_Exercise prompt:_
Repeat all of the data precisely.

(Stored data entries)
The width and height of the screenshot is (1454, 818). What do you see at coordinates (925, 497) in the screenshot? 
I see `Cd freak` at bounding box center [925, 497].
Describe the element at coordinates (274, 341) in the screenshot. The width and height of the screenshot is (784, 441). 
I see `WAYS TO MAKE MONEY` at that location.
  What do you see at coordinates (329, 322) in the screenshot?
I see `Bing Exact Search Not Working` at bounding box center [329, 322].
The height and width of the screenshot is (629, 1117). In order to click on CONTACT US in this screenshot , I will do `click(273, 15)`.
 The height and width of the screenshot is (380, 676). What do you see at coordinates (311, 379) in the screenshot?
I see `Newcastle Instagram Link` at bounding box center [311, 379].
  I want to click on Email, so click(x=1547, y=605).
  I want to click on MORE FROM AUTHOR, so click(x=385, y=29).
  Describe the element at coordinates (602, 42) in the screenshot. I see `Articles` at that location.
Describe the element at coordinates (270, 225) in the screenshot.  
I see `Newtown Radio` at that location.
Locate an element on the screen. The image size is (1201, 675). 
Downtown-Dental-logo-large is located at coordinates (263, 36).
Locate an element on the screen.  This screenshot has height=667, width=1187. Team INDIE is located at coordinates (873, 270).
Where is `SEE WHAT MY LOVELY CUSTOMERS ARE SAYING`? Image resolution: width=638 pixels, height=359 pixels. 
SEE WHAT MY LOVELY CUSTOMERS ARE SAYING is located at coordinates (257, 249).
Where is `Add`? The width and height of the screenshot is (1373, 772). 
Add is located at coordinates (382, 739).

_Task response:_
The width and height of the screenshot is (1454, 818). What do you see at coordinates (925, 497) in the screenshot? 
I see `Cd freak` at bounding box center [925, 497].
Describe the element at coordinates (274, 341) in the screenshot. The width and height of the screenshot is (784, 441). 
I see `WAYS TO MAKE MONEY` at that location.
  What do you see at coordinates (329, 322) in the screenshot?
I see `Bing Exact Search Not Working` at bounding box center [329, 322].
The height and width of the screenshot is (629, 1117). In order to click on CONTACT US in this screenshot , I will do `click(273, 15)`.
 The height and width of the screenshot is (380, 676). What do you see at coordinates (311, 379) in the screenshot?
I see `Newcastle Instagram Link` at bounding box center [311, 379].
  I want to click on Email, so click(x=1547, y=605).
  I want to click on MORE FROM AUTHOR, so click(x=385, y=29).
  Describe the element at coordinates (602, 42) in the screenshot. I see `Articles` at that location.
Describe the element at coordinates (270, 225) in the screenshot.  
I see `Newtown Radio` at that location.
Locate an element on the screen. The image size is (1201, 675). 
Downtown-Dental-logo-large is located at coordinates (263, 36).
Locate an element on the screen.  This screenshot has height=667, width=1187. Team INDIE is located at coordinates (873, 270).
Where is `SEE WHAT MY LOVELY CUSTOMERS ARE SAYING`? Image resolution: width=638 pixels, height=359 pixels. 
SEE WHAT MY LOVELY CUSTOMERS ARE SAYING is located at coordinates (257, 249).
Where is `Add`? The width and height of the screenshot is (1373, 772). 
Add is located at coordinates (382, 739).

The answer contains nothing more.